:: Supplied records ::

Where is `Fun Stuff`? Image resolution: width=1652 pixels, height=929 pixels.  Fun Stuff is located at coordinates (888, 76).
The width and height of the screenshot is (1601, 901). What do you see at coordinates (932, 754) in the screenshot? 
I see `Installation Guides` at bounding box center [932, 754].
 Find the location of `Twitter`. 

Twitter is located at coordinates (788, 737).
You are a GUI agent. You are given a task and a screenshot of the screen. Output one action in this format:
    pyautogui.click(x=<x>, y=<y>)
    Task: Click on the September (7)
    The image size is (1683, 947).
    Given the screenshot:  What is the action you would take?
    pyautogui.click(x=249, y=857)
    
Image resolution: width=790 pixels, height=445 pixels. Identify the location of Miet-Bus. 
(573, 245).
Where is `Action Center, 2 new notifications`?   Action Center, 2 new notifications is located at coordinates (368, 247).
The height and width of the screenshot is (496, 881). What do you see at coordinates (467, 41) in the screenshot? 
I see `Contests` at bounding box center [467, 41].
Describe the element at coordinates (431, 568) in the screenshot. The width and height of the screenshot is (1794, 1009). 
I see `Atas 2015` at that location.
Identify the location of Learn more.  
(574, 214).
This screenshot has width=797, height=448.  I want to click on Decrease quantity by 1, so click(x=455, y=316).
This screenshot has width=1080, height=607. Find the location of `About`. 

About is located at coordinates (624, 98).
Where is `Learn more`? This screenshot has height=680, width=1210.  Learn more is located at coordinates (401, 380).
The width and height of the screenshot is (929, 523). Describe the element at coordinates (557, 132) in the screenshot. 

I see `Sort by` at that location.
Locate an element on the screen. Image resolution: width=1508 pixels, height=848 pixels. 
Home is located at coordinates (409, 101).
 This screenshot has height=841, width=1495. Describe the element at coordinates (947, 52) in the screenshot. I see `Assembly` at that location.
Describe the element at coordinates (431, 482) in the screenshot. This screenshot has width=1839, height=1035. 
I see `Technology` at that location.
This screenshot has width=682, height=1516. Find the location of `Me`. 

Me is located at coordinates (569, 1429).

:::

Your answer should be the lines of the records that include the word "Where".

Where is `Fun Stuff`? Image resolution: width=1652 pixels, height=929 pixels.  Fun Stuff is located at coordinates (888, 76).
Where is `Action Center, 2 new notifications`?   Action Center, 2 new notifications is located at coordinates (368, 247).
Where is `Learn more`? This screenshot has height=680, width=1210.  Learn more is located at coordinates (401, 380).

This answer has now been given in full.